The solo piano Words goes some way to rectifying this historical slight, showcasing not just the keen improvisational prowess Lo has demonstrated on the bandstand since returning to his hometown in 1996, but also his rather more overlooked talents as a composer. Apart from a smart reading of the standard "Alone Together," it's strictly original material on display—and he clearly had lots in the closet to draw from. The delicate "Take A Chance" apparently dates back to the '90s, while the sombre closer "City Falls in Shadow" was directly inspired by the horrors of Russia's recent invasion of Ukraine. The spiralling "Road Never Travels" is a special highlight.

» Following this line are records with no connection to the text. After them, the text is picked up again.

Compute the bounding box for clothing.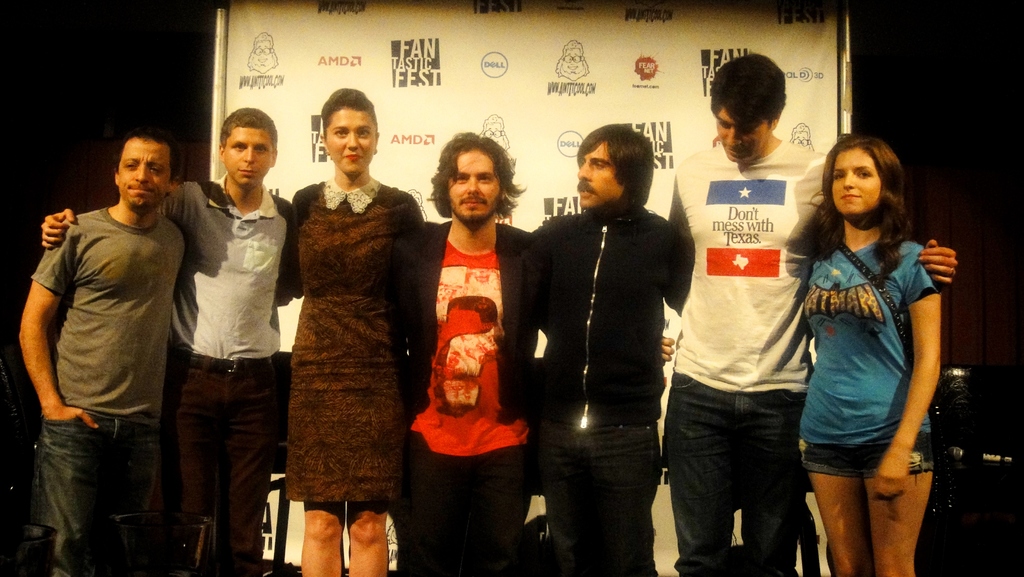
[left=368, top=457, right=536, bottom=576].
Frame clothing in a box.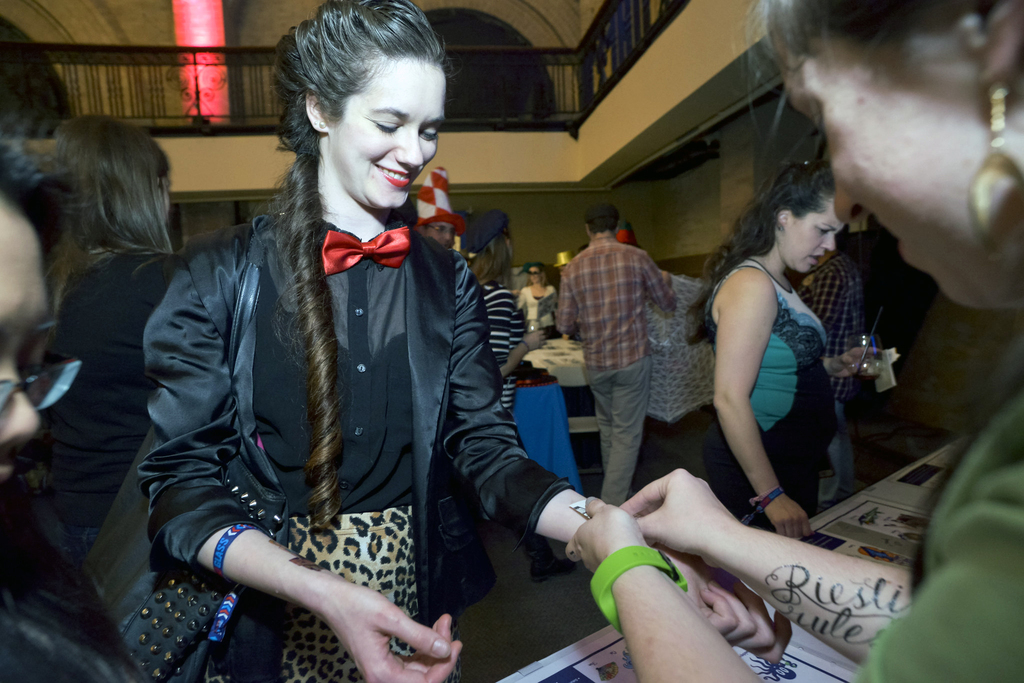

Recorded over two days at Hong Kong's Gig Studio 2, the carefree chatter only increases the sense of intimacy, and with all the tracks clocking in at under six minutes, the set showcases a light but not overindulgent delivery that promotes melody over catharsis. Oh, and why Words? Because music, says Chang, is Lo's language.

Our Jazz Pianists

For a sparkling sample of where jazz piano is in the 2020s, you could do worse than picking up this taster set, which features tracks from four dynamically different piano leaders playing on the same stage on the same day. While Patrick Lui and Bowen Li explore the different soundscaping possibilities of the acoustic trio, it's Joyce Cheung's string-ornamented chamber jazz conceptions and Daniel Chiu's unaccompanied exorcisms that are most likely to thrill international ears.

There was a clear and bold intent behind Chu's decision to close his performance with local anthem "Below the Lion Rock," which unravells here over several minutes, while Cheung's "Come and Go" unfolds a heartbreaking storyboard for the mind, or perhaps the soundtrack to a film not yet made. Elsewhere Lui's trio work deftly skirts through the taut funk and knotty, alternating time signatures of collaborator Alex Sipiagin's "Videlles," while Li transforms Herbie Hancock's "I Have a Dream" into a yearning sigh, pregnant with the weight of passed years, underlining just how far the world still has to go.

European Classics Series

As well as showcasing Hong Kong's talent to the world, Chang is also using his new imprint to offer licensed audiophile-quality reissues of some of his favourite European jazz releases of the modern era, opening the series with a trio of Japanese-pressed HQCDs.

"These are the titles that used to sell well in my shop! And they're very well recorded—sonics are a big deal for audiophiles," says Chang. "And they're albums with nice melodies."

So what do we get from the first round of drops? Former Ennio Morricone collaborator Enrico Pieranunzi re-interpreted his employer's work on Play Morricone (CAM Jazz, 2001), the first of two volumes which paired the Italian pianist alongside visiting Americans Marc Johnson and Joey Baron to strip back the legendary composer's film themes to stunning effect. Read John Kelman's 4.5-star review of the title or Chris May's equally glowing appraisal here.

Sticking with the film soundtrack theme, bassist Giovanni Tommaso and trumpeter Enrico Rava co-lead the perkier La Dolce Vita (CAM Jazz, 2000), another airy European deconstruction of familiar film themes alongside pianist Stefano Bollani and bassist Roberto Gatto. Read John Kelman's 4.5-star review here, and Jim Santella's only slightly more tempered thoughts here.

Last in the first flurry of re-releases is The Songs Remain the Same an excellent acoustic trio date by the Italian supergroup Doctor 3— a personal favourite of Chang's—that sees the pianist Danilo Rea, bassist Enzo Pietropaoli and drummer Fabrizio Sferra stride effortlessly between all manner of popular and folk songs in a series of studious, seamless medleys.